What kind of numbers am I looking for? Thousands of users? Ops/sec? I realize it is partly due to what your thing is doing eg. website vs. a complicated app.

Yeah it is a good problem to have assuming you have cash flow.

2 comments

Of course it may vary a lot but i would say a hundred of thousands of users (100 000).

To explain the number, I assume a user will spend 1% of it's time on your app (that mean the average user spend around 15min per day (EVERY DAY) on your app, that may not sound impressive but it aldready is) and an nginx server on a powerfull machine could handle around 1k connection at the same time.

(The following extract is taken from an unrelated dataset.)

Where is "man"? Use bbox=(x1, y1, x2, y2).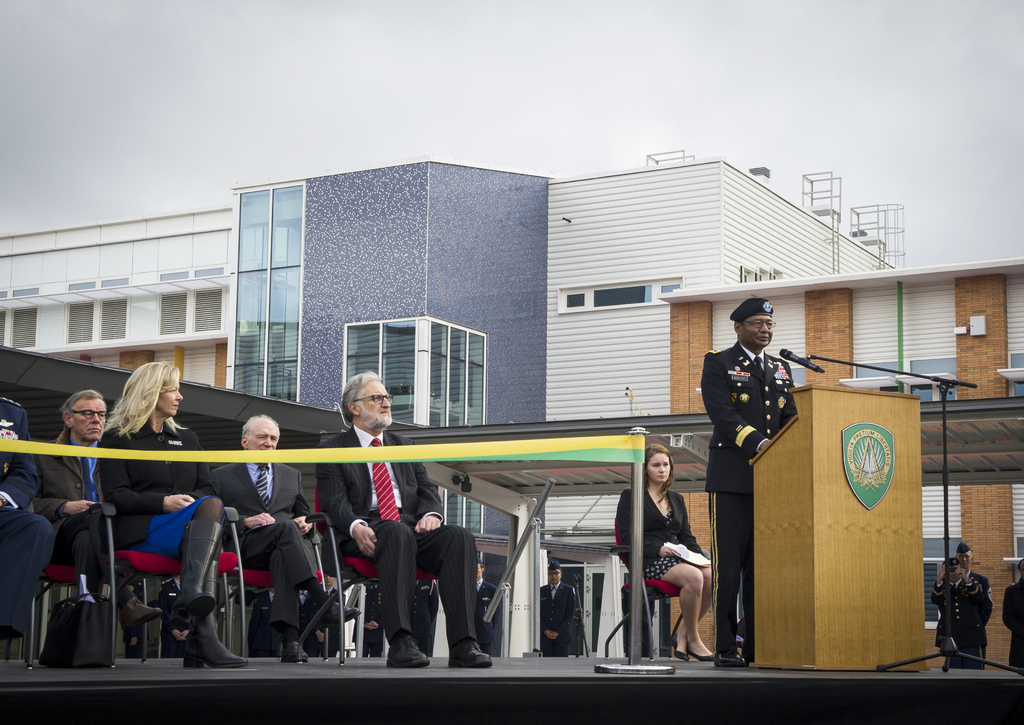
bbox=(955, 542, 991, 626).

If you want to dig about an exemple of number far less abstract I remember stack overflow published their settings :

- https://nickcraver.com/blog/2013/11/22/what-it-takes-to-run-...

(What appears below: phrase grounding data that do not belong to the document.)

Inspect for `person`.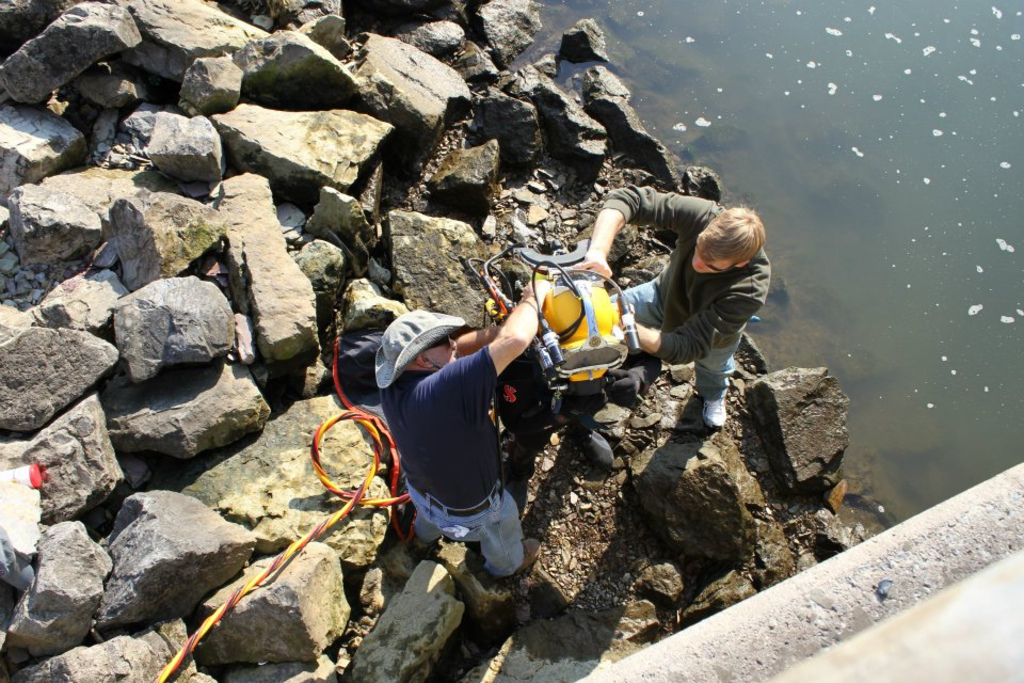
Inspection: bbox=[577, 185, 773, 432].
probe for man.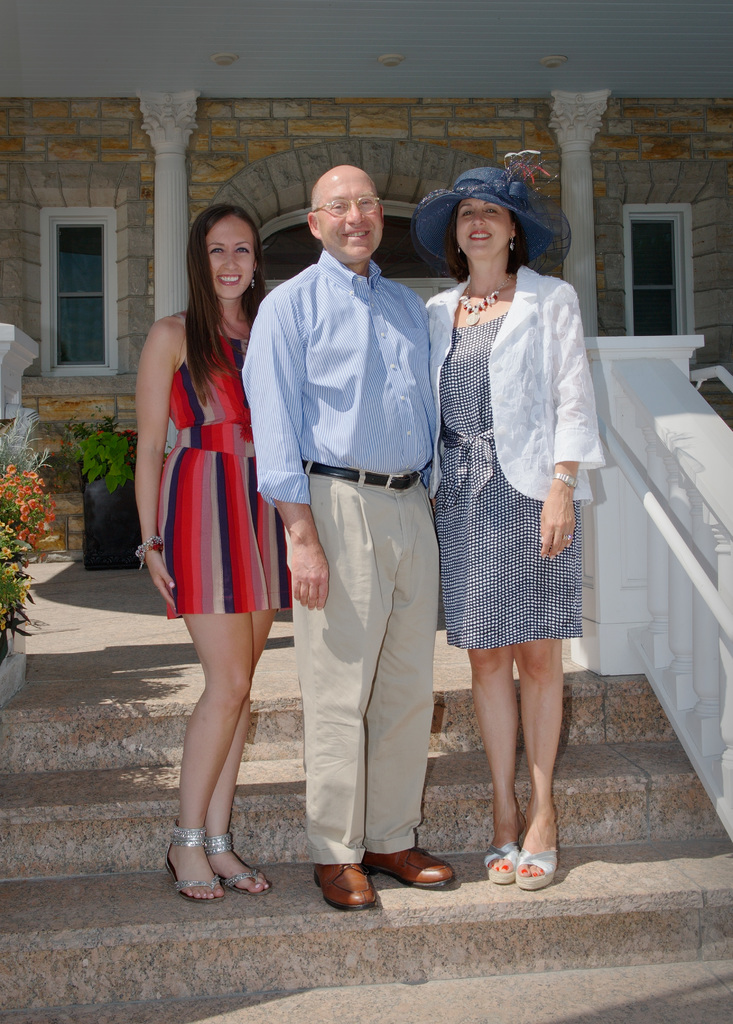
Probe result: select_region(257, 132, 461, 904).
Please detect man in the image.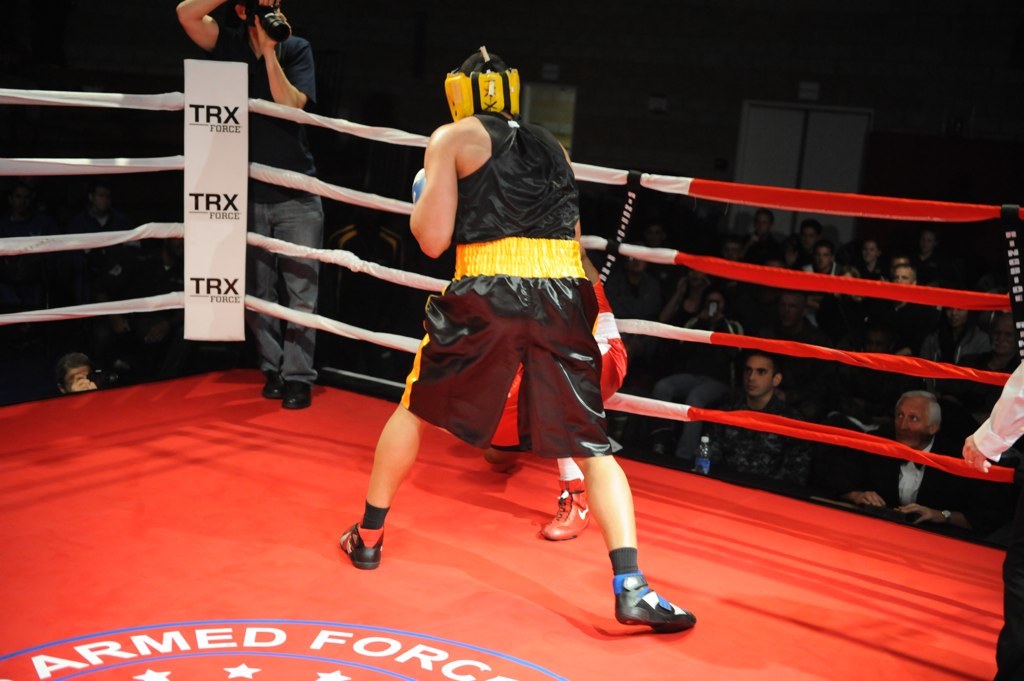
left=758, top=290, right=824, bottom=415.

- https://nickcraver.com/blog/2016/02/17/stack-overflow-the-ar...

The 2013 article state they could handle 148,084,883 page load per day with a single database server (but they did use two) for exemple.

When your service can no longer process requests as fast as they come in, you've hit a wall. Until then the simple solution is to allocate more resources to your service (i.e. scale vertically).
There's obviously a balance to be struck but the more often you do something the easier it is to do. If you have a simple app with a db, backend, frontend and proxy, vertically scaling every time you hit that wall is going to be very painful. A little complexity goes a long way - using a managed system adds a very small amount of complexity in exchange for some breathing room when you need it. The last thing you want when your service is in a death spiral is to start thinking about the practicality of migrating your db and taking the hours of downtime/working overnight/weekends to do it at a convenient time for your customers.